Xerox has this "similar image search" site, but you can see that I was getting nowhere with this one.  Well, maybe there's the beginnings of success because is that a politician on the second line??  Politician... insect...  now we're getting somewhere. 
Google was no better.
Mostly it returned a bunch of car parts. 
I had a good laugh over this one:
Congratulations, Google!!  That's an excellent image match!!  Except one is an insect and the other is a burned-up motorcycle!!!
The logic just hasn't been developed yet.  Clearly, the matching algorithms were purely literal, pixel by pixel, and strongly color-based rather than conceptually associative.  And they weren't getting the job done.  Not even close. 

You might wonder why I'd even attempt an image-searching method for this identification task.  Why not just use an insect reference book or website?
Answer:  Because most references list bugs alphabetically (or alphabetically by general category).  But if I already knew the name of the danged bug, I wouldn't need an identification guide, would I??  Duh!! 
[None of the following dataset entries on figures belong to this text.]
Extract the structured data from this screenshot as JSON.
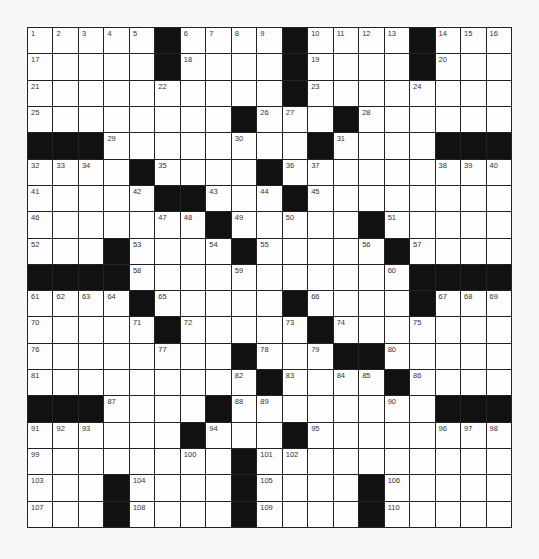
{
  "puzzle": {
    "rows": 19,
    "cols": 19,
    "colors": {
      "black": "#111111",
      "white": "#fdfdfd",
      "line": "#222222",
      "number": "#333333"
    },
    "pattern": [
      ".....#....#....#...",
      ".....#....#....#...",
      "..........#........",
      "........#...#......",
      "###........#....###",
      "....#....#.........",
      ".....##...#........",
      ".......#.....#.....",
      "...#....#.....#....",
      "####...........####",
      "....#.....#....#...",
      ".....#.....#.......",
      "........#...##.....",
      ".........#....#....",
      "###....#........###",
      "......#...#........",
      "........#..........",
      "...#....#....#.....",
      "...#....#....#....."
    ],
    "numbers": [
      {
        "r": 0,
        "c": 0,
        "n": 1
      },
      {
        "r": 0,
        "c": 1,
        "n": 2
      },
      {
        "r": 0,
        "c": 2,
        "n": 3
      },
      {
        "r": 0,
        "c": 3,
        "n": 4
      },
      {
        "r": 0,
        "c": 4,
        "n": 5
      },
      {
        "r": 0,
        "c": 6,
        "n": 6
      },
      {
        "r": 0,
        "c": 7,
        "n": 7
      },
      {
        "r": 0,
        "c": 8,
        "n": 8
      },
      {
        "r": 0,
        "c": 9,
        "n": 9
      },
      {
        "r": 0,
        "c": 11,
        "n": 10
      },
      {
        "r": 0,
        "c": 12,
        "n": 11
      },
      {
        "r": 0,
        "c": 13,
        "n": 12
      },
      {
        "r": 0,
        "c": 14,
        "n": 13
      },
      {
        "r": 0,
        "c": 16,
        "n": 14
      },
      {
        "r": 0,
        "c": 17,
        "n": 15
      },
      {
        "r": 0,
        "c": 18,
        "n": 16
      },
      {
        "r": 1,
        "c": 0,
        "n": 17
      },
      {
        "r": 1,
        "c": 6,
        "n": 18
      },
      {
        "r": 1,
        "c": 11,
        "n": 19
      },
      {
        "r": 1,
        "c": 16,
        "n": 20
      },
      {
        "r": 2,
        "c": 0,
        "n": 21
      },
      {
        "r": 2,
        "c": 5,
        "n": 22
      },
      {
        "r": 2,
        "c": 11,
        "n": 23
      },
      {
        "r": 2,
        "c": 15,
        "n": 24
      },
      {
        "r": 3,
        "c": 0,
        "n": 25
      },
      {
        "r": 3,
        "c": 9,
        "n": 26
      },
      {
        "r": 3,
        "c": 10,
        "n": 27
      },
      {
        "r": 3,
        "c": 13,
        "n": 28
      },
      {
        "r": 4,
        "c": 3,
        "n": 29
      },
      {
        "r": 4,
        "c": 8,
        "n": 30
      },
      {
        "r": 4,
        "c": 12,
        "n": 31
      },
      {
        "r": 5,
        "c": 0,
        "n": 32
      },
      {
        "r": 5,
        "c": 1,
        "n": 33
      },
      {
        "r": 5,
        "c": 2,
        "n": 34
      },
      {
        "r": 5,
        "c": 5,
        "n": 35
      },
      {
        "r": 5,
        "c": 10,
        "n": 36
      },
      {
        "r": 5,
        "c": 11,
        "n": 37
      },
      {
        "r": 5,
        "c": 16,
        "n": 38
      },
      {
        "r": 5,
        "c": 17,
        "n": 39
      },
      {
        "r": 5,
        "c": 18,
        "n": 40
      },
      {
        "r": 6,
        "c": 0,
        "n": 41
      },
      {
        "r": 6,
        "c": 4,
        "n": 42
      },
      {
        "r": 6,
        "c": 7,
        "n": 43
      },
      {
        "r": 6,
        "c": 9,
        "n": 44
      },
      {
        "r": 6,
        "c": 11,
        "n": 45
      },
      {
        "r": 7,
        "c": 0,
        "n": 46
      },
      {
        "r": 7,
        "c": 5,
        "n": 47
      },
      {
        "r": 7,
        "c": 6,
        "n": 48
      },
      {
        "r": 7,
        "c": 8,
        "n": 49
      },
      {
        "r": 7,
        "c": 10,
        "n": 50
      },
      {
        "r": 7,
        "c": 14,
        "n": 51
      },
      {
        "r": 8,
        "c": 0,
        "n": 52
      },
      {
        "r": 8,
        "c": 4,
        "n": 53
      },
      {
        "r": 8,
        "c": 7,
        "n": 54
      },
      {
        "r": 8,
        "c": 9,
        "n": 55
      },
      {
        "r": 8,
        "c": 13,
        "n": 56
      },
      {
        "r": 8,
        "c": 15,
        "n": 57
      },
      {
        "r": 9,
        "c": 4,
        "n": 58
      },
      {
        "r": 9,
        "c": 8,
        "n": 59
      },
      {
        "r": 9,
        "c": 14,
        "n": 60
      },
      {
        "r": 10,
        "c": 0,
        "n": 61
      },
      {
        "r": 10,
        "c": 1,
        "n": 62
      },
      {
        "r": 10,
        "c": 2,
        "n": 63
      },
      {
        "r": 10,
        "c": 3,
        "n": 64
      },
      {
        "r": 10,
        "c": 5,
        "n": 65
      },
      {
        "r": 10,
        "c": 11,
        "n": 66
      },
      {
        "r": 10,
        "c": 16,
        "n": 67
      },
      {
        "r": 10,
        "c": 17,
        "n": 68
      },
      {
        "r": 10,
        "c": 18,
        "n": 69
      },
      {
        "r": 11,
        "c": 0,
        "n": 70
      },
      {
        "r": 11,
        "c": 4,
        "n": 71
      },
      {
        "r": 11,
        "c": 6,
        "n": 72
      },
      {
        "r": 11,
        "c": 10,
        "n": 73
      },
      {
        "r": 11,
        "c": 12,
        "n": 74
      },
      {
        "r": 11,
        "c": 15,
        "n": 75
      },
      {
        "r": 12,
        "c": 0,
        "n": 76
      },
      {
        "r": 12,
        "c": 5,
        "n": 77
      },
      {
        "r": 12,
        "c": 9,
        "n": 78
      },
      {
        "r": 12,
        "c": 11,
        "n": 79
      },
      {
        "r": 12,
        "c": 14,
        "n": 80
      },
      {
        "r": 13,
        "c": 0,
        "n": 81
      },
      {
        "r": 13,
        "c": 8,
        "n": 82
      },
      {
        "r": 13,
        "c": 10,
        "n": 83
      },
      {
        "r": 13,
        "c": 12,
        "n": 84
      },
      {
        "r": 13,
        "c": 13,
        "n": 85
      },
      {
        "r": 13,
        "c": 15,
        "n": 86
      },
      {
        "r": 14,
        "c": 3,
        "n": 87
      },
      {
        "r": 14,
        "c": 8,
        "n": 88
      },
      {
        "r": 14,
        "c": 9,
        "n": 89
      },
      {
        "r": 14,
        "c": 14,
        "n": 90
      },
      {
        "r": 15,
        "c": 0,
        "n": 91
      },
      {
        "r": 15,
        "c": 1,
        "n": 92
      },
      {
        "r": 15,
        "c": 2,
        "n": 93
      },
      {
        "r": 15,
        "c": 7,
        "n": 94
      },
      {
        "r": 15,
        "c": 11,
        "n": 95
      },
      {
        "r": 15,
        "c": 16,
        "n": 96
      },
      {
        "r": 15,
        "c": 17,
        "n": 97
      },
      {
        "r": 15,
        "c": 18,
        "n": 98
      },
      {
        "r": 16,
        "c": 0,
        "n": 99
      },
      {
        "r": 16,
        "c": 6,
        "n": 100
      },
      {
        "r": 16,
        "c": 9,
        "n": 101
      },
      {
        "r": 16,
        "c": 10,
        "n": 102
      },
      {
        "r": 17,
        "c": 0,
        "n": 103
      },
      {
        "r": 17,
        "c": 4,
        "n": 104
      },
      {
        "r": 17,
        "c": 9,
        "n": 105
      },
      {
        "r": 17,
        "c": 14,
        "n": 106
      },
      {
        "r": 18,
        "c": 0,
        "n": 107
      },
      {
        "r": 18,
        "c": 4,
        "n": 108
      },
      {
        "r": 18,
        "c": 9,
        "n": 109
      },
      {
        "r": 18,
        "c": 14,
        "n": 110
      }
    ],
    "letters": []
  }
}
And there are too many species of bugs to slog through alphabetical lists of them.  I haven't got all day. 

Screengrabbed from this Amazon site.  And yes, I did purchase this volume a year or two ago, only to realize upon receipt that it would be fairly useless to me.  And it has indeed been useless. 
In the end, neither the vast information repository on the internet nor impressive search engine technology helped me to solve this puzzle.  It was the good ol' fashioned human brain with its deductive reasoning that did the trick.  Look again at this picture:
What do you know about insects?

Each is adapted to life in its respective ecological niche (not to be confused with art niche). 

What else do you know about insects?

They are near the bottom of the food chain and they get eaten.  Therefore they each evolved defense mechanisms, one of which is camouflage. 
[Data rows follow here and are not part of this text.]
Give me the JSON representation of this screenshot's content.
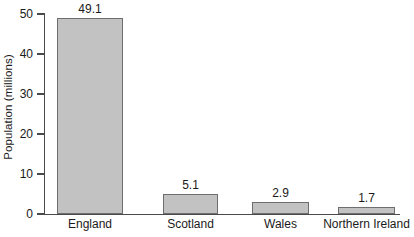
{
  "chart_data": {
    "type": "bar",
    "title": "",
    "xlabel": "",
    "ylabel": "Population (millions)",
    "categories": [
      "England",
      "Scotland",
      "Wales",
      "Northern Ireland"
    ],
    "values": [
      49.1,
      5.1,
      2.9,
      1.7
    ],
    "value_labels": [
      "49.1",
      "5.1",
      "2.9",
      "1.7"
    ],
    "ylim": [
      0,
      50
    ],
    "yticks": [
      0,
      10,
      20,
      30,
      40,
      50
    ],
    "ytick_labels": [
      "0",
      "10",
      "20",
      "30",
      "40",
      "50"
    ],
    "grid": false,
    "legend": false,
    "bar_fill_color": "#c2c2c2",
    "bar_edge_color": "#6e6e6e",
    "axis_color": "#4a4a4a",
    "background_color": "#ffffff"
  }
}
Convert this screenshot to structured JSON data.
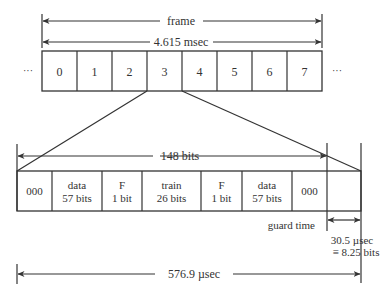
{
  "frame": {
    "label": "frame",
    "duration": "4.615 msec",
    "ellipsis_left": "···",
    "ellipsis_right": "···",
    "slots": [
      "0",
      "1",
      "2",
      "3",
      "4",
      "5",
      "6",
      "7"
    ]
  },
  "burst": {
    "length_label": "148 bits",
    "fields": [
      {
        "line1": "000",
        "line2": ""
      },
      {
        "line1": "data",
        "line2": "57 bits"
      },
      {
        "line1": "F",
        "line2": "1 bit"
      },
      {
        "line1": "train",
        "line2": "26 bits"
      },
      {
        "line1": "F",
        "line2": "1 bit"
      },
      {
        "line1": "data",
        "line2": "57 bits"
      },
      {
        "line1": "000",
        "line2": ""
      }
    ]
  },
  "guard": {
    "label": "guard time",
    "duration": "30.5 µsec",
    "equivalent": "≡ 8.25 bits"
  },
  "slot_duration": "576.9 µsec"
}
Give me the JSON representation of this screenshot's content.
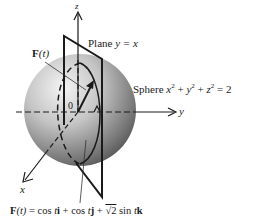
{
  "diagram": {
    "axes": {
      "z": "z",
      "y": "y",
      "x": "x",
      "origin": "0"
    },
    "labels": {
      "vector_label": "F(t)",
      "vector_bold": "F",
      "vector_arg": "(t)",
      "plane_prefix": "Plane ",
      "plane_eq": "y = x",
      "sphere_prefix": "Sphere ",
      "sphere_eq_x": "x",
      "sphere_eq_plus1": " + ",
      "sphere_eq_y": "y",
      "sphere_eq_plus2": " + ",
      "sphere_eq_z": "z",
      "sphere_eq_rhs": " = 2",
      "exponent": "2"
    },
    "formula": {
      "lhs_bold": "F",
      "lhs_arg": "(t)",
      "eq": " = cos ",
      "t1": "t",
      "i": "i",
      "plus1": " + cos ",
      "t2": "t",
      "j": "j",
      "plus2": " + ",
      "sqrt2": "√2",
      "sin": " sin ",
      "t3": "t",
      "k": "k"
    },
    "colors": {
      "sphere_light": "#f2f2f2",
      "sphere_mid": "#b5b5b5",
      "sphere_dark": "#5a5a5a",
      "line": "#1a1a1a"
    }
  }
}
And what does this bug most closely resemble in terms of its coloration and patterning?  Does it look like your front lawn, holly hedge, or rose bush?
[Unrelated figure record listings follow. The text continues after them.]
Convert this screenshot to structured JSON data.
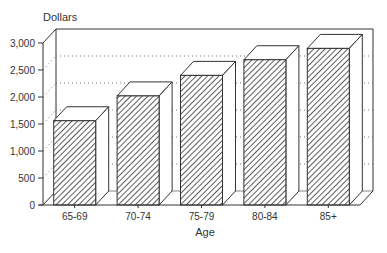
{
  "chart_data": {
    "type": "bar",
    "style": "3d-hatched",
    "title": "",
    "ylabel": "Dollars",
    "xlabel": "Age",
    "categories": [
      "65-69",
      "70-74",
      "75-79",
      "80-84",
      "85+"
    ],
    "values": [
      1560,
      2020,
      2400,
      2690,
      2900
    ],
    "ylim": [
      0,
      3000
    ],
    "yticks": [
      0,
      500,
      1000,
      1500,
      2000,
      2500,
      3000
    ],
    "ytick_labels": [
      "0",
      "500",
      "1,000",
      "1,500",
      "2,000",
      "2,500",
      "3,000"
    ],
    "grid": "dotted horizontal on back wall",
    "legend": "none"
  },
  "colors": {
    "line": "#333333",
    "grid": "#777777",
    "fill": "#ffffff"
  }
}
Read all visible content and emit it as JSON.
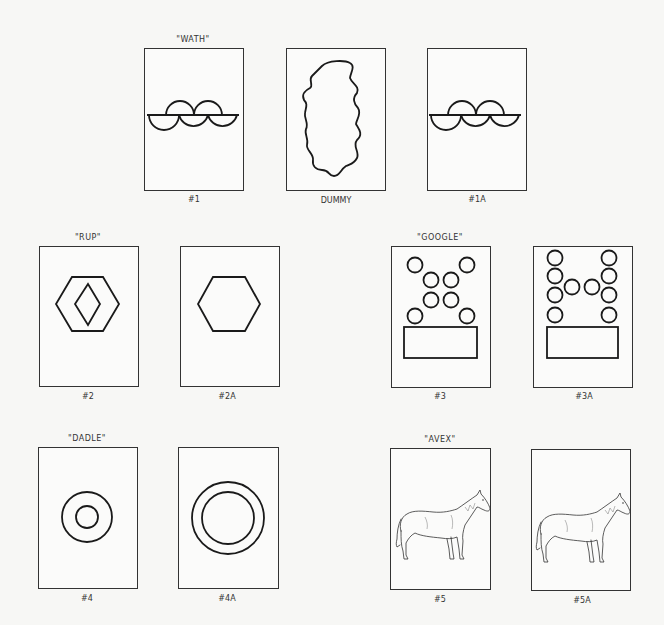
{
  "cards": [
    {
      "id": "1",
      "word": "\"WATH\"",
      "label": "#1",
      "figure": "semicircle-row"
    },
    {
      "id": "dummy",
      "word": "",
      "label": "DUMMY",
      "figure": "wavy-blob"
    },
    {
      "id": "1A",
      "word": "",
      "label": "#1A",
      "figure": "semicircle-row"
    },
    {
      "id": "2",
      "word": "\"RUP\"",
      "label": "#2",
      "figure": "hexagon-with-diamond"
    },
    {
      "id": "2A",
      "word": "",
      "label": "#2A",
      "figure": "hexagon"
    },
    {
      "id": "3",
      "word": "\"GOOGLE\"",
      "label": "#3",
      "figure": "x-of-circles-above-rectangle"
    },
    {
      "id": "3A",
      "word": "",
      "label": "#3A",
      "figure": "h-of-circles-above-rectangle"
    },
    {
      "id": "4",
      "word": "\"DADLE\"",
      "label": "#4",
      "figure": "small-concentric-circles"
    },
    {
      "id": "4A",
      "word": "",
      "label": "#4A",
      "figure": "large-concentric-circles"
    },
    {
      "id": "5",
      "word": "\"AVEX\"",
      "label": "#5",
      "figure": "horse"
    },
    {
      "id": "5A",
      "word": "",
      "label": "#5A",
      "figure": "horse"
    }
  ],
  "colors": {
    "background": "#f7f7f5",
    "line": "#1a1a1a"
  }
}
No.  It looks like tree bark. 
I think it might be some species of bark beetle or tree borer.  When I began searching within those narrower parameters, I finally began to find similar images.
Ah-hah.  Starting to look a little bit similar, isn't it??  Less like a motorcycle and more like what I found in my front yard. 

Screengrabbed from this site
Not the same species, but looking suspiciously similar, like a first cousin.

Screengrabbed from this site
The evidence mounts:  My next door neighbor trimmed his front-yard live oaks this past week, resulting in a pile of cut branches stacked in his driveway.  My guess is that my unusual bug was involuntarily liberated from his tree and sought refuge in my garden.

In fact, it looks very much like a pine borer, except we don't have any pine trees in Centerpointe, save for that one large loblolly at the corner of West Walker and Centerpointe Drive (the one that I always include in this blog's frontispiece). 

Screengrabbed from this site
From TAMU:

Yes, we do have dying trees here in Centerpointe.  The drought of 2011 weakened many of them, especially the ones in Section 9 which were newly-planted and not well-established by the time the drought hit.  The casualty rate has been enormous, and many of those that did survive have still not recovered. 

Anyway, now that I know what I'm looking at, I'll be watching for evidence of whether or not these things are causing any damage to our builder-basic front-yard trees.  And in the process, I will continue to rely more on my mid-century modern g-g-geriatric brain than on 21st-century whiz-bang information management technology.